One such game actually inspired its own story outright. I was playing Master of Orion II: Battle at Antares (a game which is at least eight years old), a one player turn-based strategy game. The game beat me and I got very angry. I decided to punish it in the only way I could. By writing a story set in the game’s universe in which I win. Mwahahahahahaha!

But Halo does get me thinking sometimes. What would the military be like? I watch the Military Channel all the time and I think, “OO! I wanna drive that through something!” or “I really wanna blow something up with that!” When I think about myself in the army, I think I might be able to deal with the physical labor and pain. It’s just a matter of determination. But I don’t ever want to kill anyone, and I definitely don’t want to be killed. Worse is the dilemma: What will I eat? Army food is notoriously sucky, and I’m a picky eater as it is. Even if there was good food, I’d still probably starve.

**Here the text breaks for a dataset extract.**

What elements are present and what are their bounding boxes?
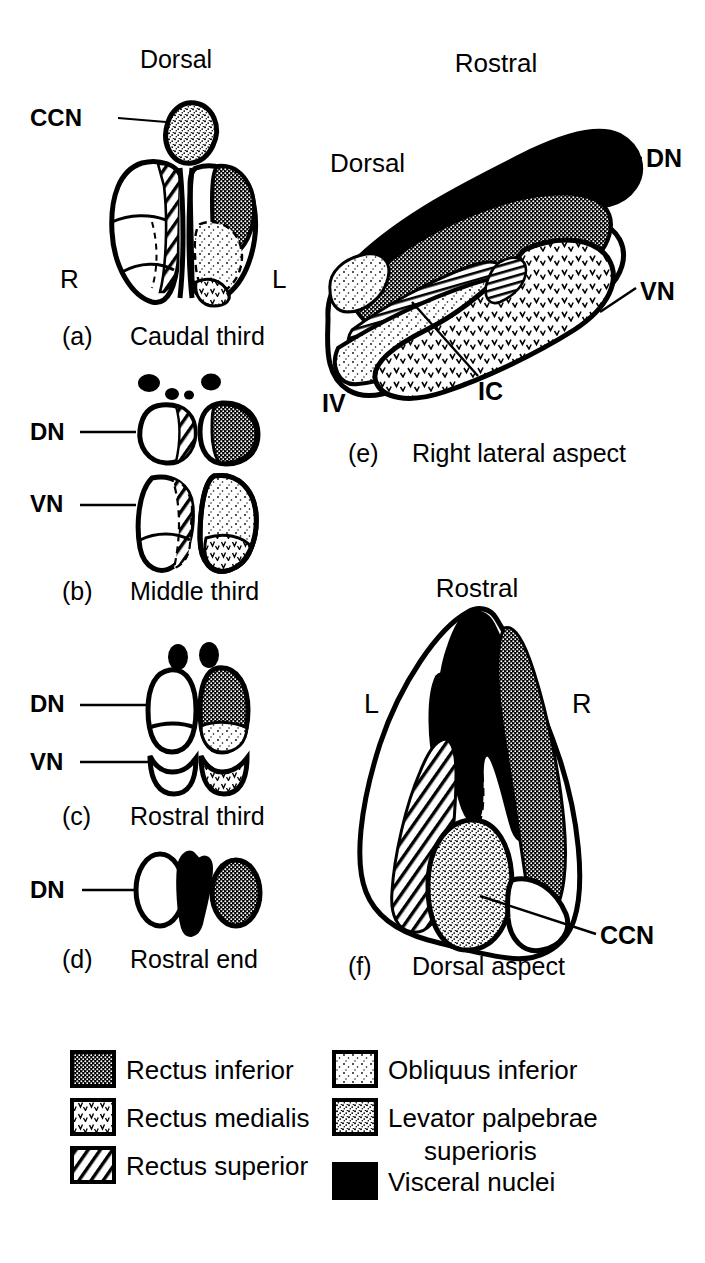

And then I inevitably think about one of my best friends who moved to Israel after 8th grade. Every Israeli citizen serves in the I.D.F. Once he finishes high school, it’s off to the army. I wonder how he’ll do…or if he’ll be a better marksman because of the video games he plays. A few of us used to go over to house and play “The Gun Game.” This involved running around the halls in his apartment building with his civil war rifle toy replicas in a gunfight. Since we didn’t actually shoot anything at each other, keeping track of hits was very difficult. We would always get into shouting matches about whether or not we were hit.

“Got you!” one of us would shout triumphantly.

“Are you kidding me?” the other would protest. “I was in cover!”

“No, you jumped into cover as I shot you!”

The other two would walk over and join in and the four of us would shout at each other until we got bored.

Good times.

And now the answer to the burning question I know is in your mind right now: Why do kids like video games so much?

To put it simply, where else can you destroy hordes of aliens rushing towards you with a photon blaster, or single handedly defeat the entire royal guard of the Arc Tangent of Cosinia? (Math joke).

To put it not so simply (which I’m sure is the answer you really want), video games let us escape from the real world. We don’t have to worry about school or work or any of the pressures of everyday life… we don't even have to worry about the basic the laws of physics. The ability to transcend human and natural limitations is liberating.

For me, though, video games have an additional purpose. They give me a temporary goal in life: mowing down an entire line of Grunts with an assault rifle is so damn satisfying. The longer term goal of my life is of course: do-well-in-school-then-get-a-good-job-and-make-lots-of-money and somewhere in there marry a nice Jewish girl to keep me from simply sitting in front of the TV or Xbox all day. I care about that, too.

But I have another layer in life. Video games help me get from day to day, because they’re fun. As the old saying goes, all work and no play makes Jack a dull boy. If you make me a dull boy, I will kill you.

2 comments:

RickiL said...

What a great piece! Now I see much more clearly how the young (mostly) males of our species think and play...and with surprising insight and introspection about the bonding power of "combat", and with so much good humor!

Unknown said...

Peter--
This was such a fun and hilarious piece. Congratulations!